Announcing our 2022 Critical Issues Fund Grantees!

Graphic with eight stills from films of the Critical Issues Fund

We are proud to present the twelve grantees selected for the 2022 Critical Issues Fund. The Critical Issues Fund supports filmmakers, with more than $250,000 in funding, whose work is focused on important and topical issues that are currently having a decided and material impact on communities domestically and internationally. The 2022 grant awardees have projects exploring some of the most pressing issues of the moment: the war in Ukraine, gun violence, reproductive justice, and climate emergencies

“Through the Critical Issues Fund, we have identified films that have the potential to drive social change by sharing these stories with the world now—not years down the line. Chicken & Egg Pictures cares deeply about these issues and believes that a more equitable and just world can be shaped by the power of documentary films. Our hope is that through highlighting these stories told by talented women filmmakers, others will be motivated to action to support the films and the issues they highlight,” said CEO of Chicken & Egg Pictures, Jenni Wolfson. “We live in a world that’s not doing enough to prevent war, gun violence, climate change, or advance reproductive justice. We firmly believe these films can help in the fight for these issues.” 

We are thrilled to give these filmmakers a warm welcome to the Nest. The 2022 Critical Issues Fund grantees are: 

After Roe (Working title)
Directors: Amber Fares, Geeta Gandbhir (US/CANADA)
After Roe explores the ongoing nationwide battle playing out after the Supreme Court left the fate of tens of millions of women in the hands of politicians across the country.

Breaking the News
Directors: Heather Courtney, Chelsea Hernandez, Princess Hairston (US)
Producer: Diane Quon
Breaking the News follows a group of women and non-binary journalists, bucking the white male status quo, to launch The 19th*—a digital news startup that asks who has been omitted from mainstream coverage and how they can be included.

Displaced 
Director: Olha Zhurba (UKRAINE)
Producer: Darya Bassel 
Displaced captures a collective portrait of Ukrainians fleeing the grindstones of war, and those who stayed and are forced to adapt to life under constant shelling.

Frontline 
Director: Alisa Kovalenko (UKRAINE)
Producer: Katarzyna Kuczyńska 
Co-producers: Monica Hellström, Valeryi Kalmykov
Frontline is a diary from the frontline of the Russian invasion of Ukraine by a director and mother turned soldier.
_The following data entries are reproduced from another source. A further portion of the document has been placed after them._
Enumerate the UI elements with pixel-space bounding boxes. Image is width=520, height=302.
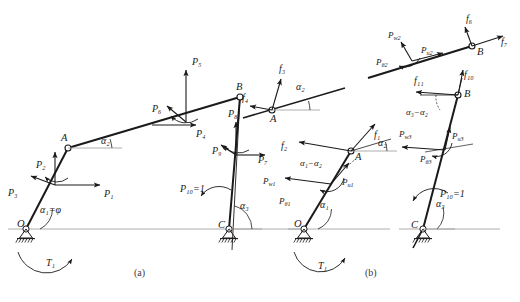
- force-label-Ptheta1: Pθ1: [279, 197, 291, 207]
- force-label-f1: f₁: [374, 130, 380, 140]
- angle-label-alpha1-a: α₁=φ: [40, 205, 61, 215]
- force-label-Pu3: Pu3: [452, 132, 464, 142]
- force-label-Pw3: Pw3: [399, 130, 412, 140]
- caption-b: (b): [365, 268, 377, 278]
- torque-label-T1-b: T₁: [318, 261, 327, 271]
- force-label-P10-a: P₁₀=1: [180, 184, 205, 194]
- node-label-A-b2: A: [270, 114, 276, 125]
- force-label-f11: f₁₁: [414, 76, 424, 86]
- caption-a: (a): [134, 268, 145, 278]
- node-label-C-a: C: [218, 220, 225, 231]
- angle-label-alpha2-a: α₂: [101, 136, 110, 146]
- node-label-B-b2: B: [477, 47, 483, 58]
- angle-label-alpha1-b: α₁: [320, 200, 329, 210]
- angle-label-alpha3-a: α₃: [240, 201, 249, 211]
- force-label-P2: P₂: [36, 160, 46, 170]
- force-label-f10: f₁₀: [464, 70, 474, 80]
- node-label-B-b3: B: [464, 89, 470, 100]
- angle-label-alpha3-minus-alpha2: α₃−α₂: [406, 108, 428, 117]
- node-label-B-a: B: [236, 82, 242, 93]
- figure-canvas: [0, 0, 520, 302]
- force-label-P9: P₉: [212, 146, 222, 156]
- node-label-O-a: O: [17, 219, 25, 230]
- force-label-f3: f₃: [279, 64, 285, 74]
- node-label-A-a: A: [61, 133, 67, 144]
- torque-label-T1-a: T₁: [46, 258, 55, 268]
- force-label-P7: P₇: [258, 155, 268, 165]
- mechanics-figure: O A B C α₁=φ α₂ α₃ P₁ P₂ P₃ P₄ P₅ P₆ P₇ …: [0, 0, 520, 302]
- angle-label-alpha1-minus-alpha2: α₁−α₂: [300, 159, 322, 168]
- force-label-P1: P₁: [104, 189, 114, 199]
- force-label-P4: P₄: [196, 129, 206, 139]
- panel-a-geometry: [8, 94, 300, 250]
- force-label-f7: f₇: [501, 37, 507, 47]
- angle-label-alpha3-b: α₃: [436, 199, 445, 209]
- force-label-f2: f₂: [281, 141, 287, 151]
- angle-label-alpha2-b2: α₂: [296, 82, 305, 92]
- force-label-Pu2: Pu2: [421, 46, 433, 56]
- force-label-f6: f₆: [466, 14, 472, 24]
- node-label-A-b1: A: [355, 152, 361, 163]
- panel-b-bar2-lower-node: [243, 79, 345, 118]
- force-label-Pw2: Pw2: [388, 31, 401, 41]
- force-label-P5: P₅: [192, 57, 202, 67]
- force-label-P8: P₈: [228, 109, 238, 119]
- force-label-Ptheta3: Pθ3: [420, 155, 432, 165]
- force-label-Pu1: Pu1: [342, 178, 354, 188]
- force-label-P3: P₃: [8, 188, 18, 198]
- force-label-Pw1: Pw1: [263, 177, 276, 187]
- force-label-f4: f₄: [242, 93, 248, 103]
- node-label-O-b: O: [294, 219, 302, 230]
- force-label-P6: P₆: [152, 104, 162, 114]
- force-label-P10-b: P₁₀=1: [440, 189, 465, 199]
- force-label-Ptheta2: Pθ2: [376, 58, 388, 68]
- node-label-C-b: C: [411, 220, 418, 231]
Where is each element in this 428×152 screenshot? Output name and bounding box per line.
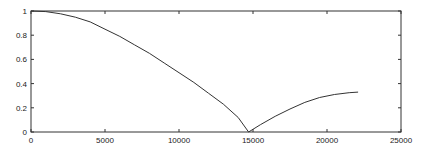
y-tick-label: 0.6 xyxy=(16,55,28,64)
x-tick-label: 25000 xyxy=(390,136,413,145)
y-tick-label: 0.2 xyxy=(16,104,28,113)
y-tick-label: 0 xyxy=(23,128,28,137)
x-tick-label: 5000 xyxy=(96,136,114,145)
x-tick-label: 15000 xyxy=(242,136,265,145)
x-tick-label: 0 xyxy=(29,136,34,145)
x-tick-label: 10000 xyxy=(168,136,191,145)
plot-area xyxy=(31,11,401,132)
y-tick-label: 0.8 xyxy=(16,31,28,40)
x-tick-label: 20000 xyxy=(316,136,339,145)
y-tick-label: 1 xyxy=(23,7,28,16)
line-chart: 00.20.40.60.81 0500010000150002000025000 xyxy=(0,0,428,152)
y-tick-label: 0.4 xyxy=(16,80,28,89)
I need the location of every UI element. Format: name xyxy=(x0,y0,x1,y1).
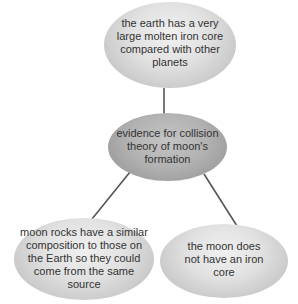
concept-map: the earth has a very large molten iron c… xyxy=(0,0,298,304)
connector-center-left xyxy=(92,172,130,219)
node-text: evidence for collision theory of moon's … xyxy=(116,127,219,166)
node-moon-no-iron-core: the moon does not have an iron core xyxy=(160,224,288,298)
node-earth-iron-core: the earth has a very large molten iron c… xyxy=(104,2,236,88)
node-text: moon rocks have a similar composition to… xyxy=(20,226,148,291)
node-collision-theory-evidence: evidence for collision theory of moon's … xyxy=(108,113,227,181)
node-text: the moon does not have an iron core xyxy=(180,240,268,279)
connector-center-right xyxy=(204,174,237,226)
node-moon-rock-composition: moon rocks have a similar composition to… xyxy=(14,218,154,300)
node-text: the earth has a very large molten iron c… xyxy=(116,17,224,69)
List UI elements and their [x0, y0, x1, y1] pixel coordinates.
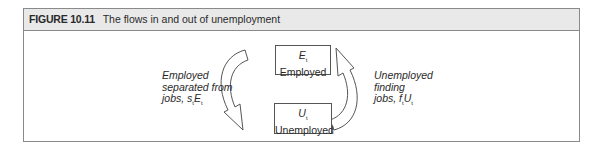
unemployed-symbol: Ut	[275, 107, 331, 124]
right-flow-arrow-icon	[330, 48, 357, 130]
left-flow-label: Employed separated from jobs, stEt	[162, 70, 233, 110]
unemployed-box: Ut Unemployed	[274, 103, 332, 134]
right-flow-label: Unemployed finding jobs, ftUt	[374, 70, 433, 110]
employed-symbol: Et	[276, 49, 330, 66]
employed-label: Employed	[280, 66, 327, 78]
unemployed-label: Unemployed	[275, 124, 334, 136]
employed-box: Et Employed	[275, 45, 331, 75]
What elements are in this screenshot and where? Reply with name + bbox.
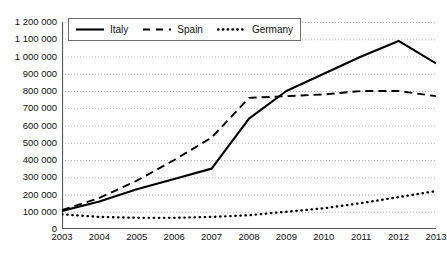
y-tick-label: 900 000 [23,69,57,79]
dotted-line-icon [217,25,247,34]
y-axis: 1 200 0001 100 0001 000 000900 000800 00… [0,0,57,259]
y-tick-label: 500 000 [23,138,57,148]
dashed-line-icon [142,25,172,34]
y-tick-label: 1 200 000 [15,17,57,27]
y-tick-label: 1 000 000 [15,52,57,62]
x-axis: 2003200420052006200720082009201020112012… [62,232,436,254]
x-tick-label: 2010 [313,232,334,242]
x-tick-label: 2003 [51,232,72,242]
plot-area [62,22,436,229]
legend-label-italy: Italy [110,25,128,35]
x-tick-label: 2008 [238,232,259,242]
y-tick-label: 700 000 [23,104,57,114]
y-tick-label: 800 000 [23,86,57,96]
legend-label-germany: Germany [252,25,293,35]
y-tick-label: 300 000 [23,173,57,183]
y-tick-label: 600 000 [23,121,57,131]
x-tick-label: 2013 [425,232,446,242]
legend-item-germany: Germany [217,25,293,35]
x-tick-label: 2007 [201,232,222,242]
plot-svg [62,22,436,229]
y-tick-label: 100 000 [23,207,57,217]
y-tick-label: 400 000 [23,155,57,165]
x-tick-label: 2006 [164,232,185,242]
x-tick-label: 2011 [351,232,371,242]
x-tick-label: 2012 [388,232,409,242]
x-tick-label: 2005 [126,232,147,242]
legend-label-spain: Spain [177,25,203,35]
legend-item-spain: Spain [142,25,203,35]
x-tick-label: 2004 [89,232,110,242]
y-tick-label: 1 100 000 [15,35,57,45]
solid-line-icon [75,25,105,34]
y-tick-label: 200 000 [23,190,57,200]
x-tick-label: 2009 [276,232,297,242]
legend: Italy Spain Germany [68,18,301,41]
legend-item-italy: Italy [75,25,128,35]
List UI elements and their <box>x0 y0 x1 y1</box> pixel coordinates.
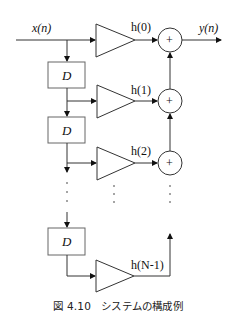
delay-label-2: D <box>61 123 72 138</box>
gain-triangle-1 <box>97 85 135 118</box>
continuation-dots <box>66 182 171 203</box>
coef-label-last: h(N-1) <box>131 258 164 272</box>
sum-sign-2: + <box>166 156 173 170</box>
fir-filter-diagram: x(n) y(n) h(0) h(1) h(2) h(N-1) D D D + … <box>0 0 236 322</box>
figure-caption: 図 4.10 システムの構成例 <box>0 298 236 313</box>
sum-sign-1: + <box>166 94 173 108</box>
delay-label-3: D <box>61 234 72 249</box>
sum-sign-0: + <box>166 33 173 47</box>
gain-triangle-last <box>96 260 134 292</box>
coef-label-2: h(2) <box>131 144 151 158</box>
coef-label-1: h(1) <box>131 83 151 97</box>
gain-triangle-0 <box>96 24 135 57</box>
delay-label-1: D <box>61 68 72 83</box>
gain-triangle-2 <box>97 147 135 180</box>
coef-label-0: h(0) <box>131 20 151 34</box>
input-label: x(n) <box>31 21 51 35</box>
output-label: y(n) <box>198 21 218 35</box>
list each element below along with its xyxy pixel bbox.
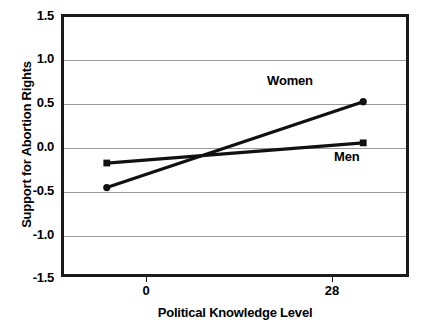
y-tick-label: -1.5: [0, 271, 54, 284]
y-tick-label: 1.0: [0, 52, 54, 65]
gridline: [64, 236, 406, 237]
x-tick-mark: [332, 277, 333, 282]
gridline: [64, 104, 406, 105]
y-tick-label: 0.5: [0, 96, 54, 109]
plot-area: [61, 14, 409, 277]
gridline: [64, 60, 406, 61]
y-tick-label: 0.0: [0, 140, 54, 153]
y-tick-label: 1.5: [0, 9, 54, 22]
y-tick-label: -1.0: [0, 228, 54, 241]
x-axis-title: Political Knowledge Level: [61, 305, 409, 320]
chart-figure: Support for Abortion Rights 1.5 1.0 0.5 …: [0, 0, 424, 325]
y-tick-label: -0.5: [0, 184, 54, 197]
x-tick-mark: [146, 277, 147, 282]
gridline: [64, 192, 406, 193]
series-label-men: Men: [334, 149, 359, 164]
x-tick-label: 28: [302, 284, 362, 297]
x-tick-label: 0: [116, 284, 176, 297]
series-label-women: Women: [267, 72, 313, 87]
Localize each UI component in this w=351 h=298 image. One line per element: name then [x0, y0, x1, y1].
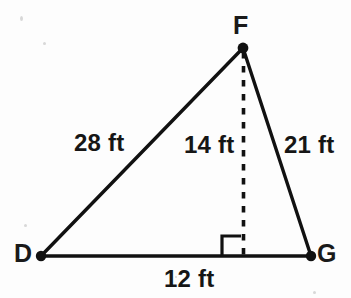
vertex-label-D: D	[14, 241, 32, 266]
geometry-diagram: D F G 28 ft 14 ft 21 ft 12 ft	[0, 0, 351, 298]
vertex-label-G: G	[317, 241, 336, 266]
vertex-dot-G	[306, 251, 316, 261]
vertex-dot-F	[238, 43, 249, 54]
vertex-dot-D	[36, 251, 46, 261]
side-length-label-altitude: 14 ft	[184, 133, 234, 157]
side-length-label-DG: 12 ft	[164, 267, 214, 291]
side-length-label-DF: 28 ft	[74, 131, 124, 155]
right-angle-marker	[222, 236, 241, 255]
vertex-label-F: F	[233, 13, 248, 38]
side-length-label-FG: 21 ft	[284, 133, 334, 157]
Hollywood Does Abortion (Working title)
Directors & Producers: Barbara Attie, Mike Attie, Janet Goldwater (US)
Producer: Eliza Licht 
Hollywood Does Abortion explores descriptions of abortion in film and television, revealing how Hollywood both reflects and distorts this safe but controversial medical procedure.

Intercepted 
Director: Oksana Karpovych (UKRAINE/CANADA)
Producer: Les Films Cosmos
Intercepted is a journey through Ukraine that reveals the banality of evil behind the Russian invasion.

Plan C
Director & Producer: Tracy Droz Tragos (US)
Plan C follows the journey of a grassroots network, with a controversial visionary at the helm, as they fight to expand access to abortion pills across the United States, and keep hope alive during a global pandemic and the fall of Roe v. Wade.

Razing Liberty Square 
Director: Katja Esson (GERMANY/US)
Razing Liberty Square features Miami as ground zero for sea level rise. When residents of the Liberty Square public-housing community learn about a $300-million revitalization project in 2015, they soon discover that this sudden interest comes from the fact that their neighborhood is located on the highest and driest ground in the city. Now they must prepare to fight a new form of racial injustice: climate gentrification.

Red Zone
Director: Iryna Tsilyk (UKRAINE)
Producer: Darya Bassel 
Red Zone shares Tsilyk’s very intimate and female perspective on the question—what does it mean to be a woman in the war times?

Sol in the Garden 
Directors: Emily Cohen Ibañez, Débora Souza Silva (US/COLOMBIA/BRAZIL)
Sol in the Garden features Sol—who is released from prison after 16 years of incarceration—and follows her journey as she discovers that coming into her own freedom can be as challenging as living behind bars. Through a community gardening collective of formerly incarcerated horticulturalists in East Oakland, Sol strives to recover her humanity and sense of self.

Untitled Baby Doe Film 
Director: Jessica Earnshaw (CANADA)
Producer: Holly Meehl Chapman
Untitled Baby Doe Film intimately explores the phenomena of pregnancy denial through the stories of two women, a generation apart, given life sentences for the deaths of their newborns.

Untitled Uvalde Documentary 
Director & Producer: Anayansi Prado (PANAMA/US)

Note: The parentheses next to the directors’ names indicate the directors’ country or countries of origin.